The type of stroke in question is called lacunar ischemic stroke. It happens when the brain’s smallest blood vessels get damaged through a condition known as small vessel disease. This stroke isn’t just a one-off event — it’s a major cause of long-term disability and is linked to memory loss, dementia, and a higher chance of future strokes.
A team led by researchers from Edinburgh, together with international collaborators, studied 229 stroke patients. They used brain scans and cognitive tests right after strokes and again a year later. They looked closely at two things: whether arteries were narrowed by fatty plaque and whether arteries deep in the brain were enlarged and stretched.
What they found was surprising. Narrowed arteries, which doctors have long blamed, didn’t line up with lacunar strokes or ongoing brain damage. But patients with widened arteries were four times more likely to have had this kind of stroke. Widened arteries also meant more severe brain vessel damage, faster worsening of brain injury, and a higher chance of “silent” strokes—tiny brain injuries that don’t show obvious symptoms but add up over time.
Even more striking, more than one in four patients developed these silent strokes during the study, despite being on standard stroke prevention meds.
These insights are already shaping new treatments. One trial, called LACI-3, is testing drugs that aim to shore up the brain’s smallest vessels, hoping to reduce the risk of more strokes and the devastating long-term effects on memory and movement.
Joanna Wardlaw, a leading neuroimaging expert at Edinburgh, put it plainly: “Lacunar stroke isn’t about fatty blockages in big arteries. It’s about disease in the brain’s tiny vessels. That’s why aspirin and similar drugs often don’t work well. We urgently need treatments that focus on these microvessels.”

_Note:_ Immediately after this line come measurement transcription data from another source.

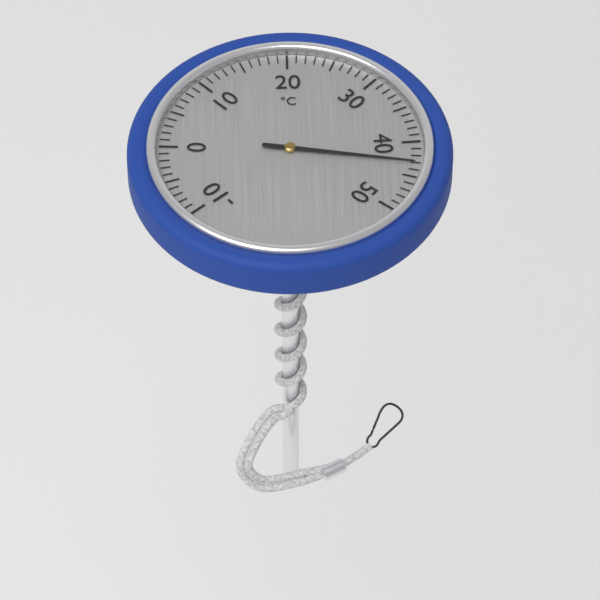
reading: 43 °C
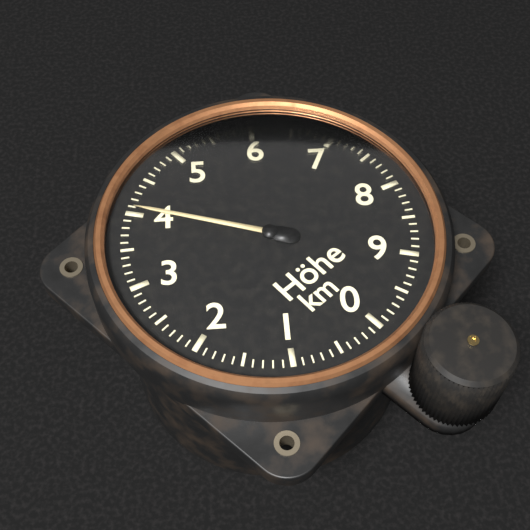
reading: 4.1 km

This breakthrough, published in Circulation, brings fresh hope to the millions affected by these strokes. Funded by major health organizations across the UK and beyond, the research team included experts from China and Mexico, highlighting the global importance of cracking this mystery.
The story of lacunar stroke is shifting. The challenge now is to turn this new understanding into better care — before more lives are changed by these silent, hidden attacks on the brain.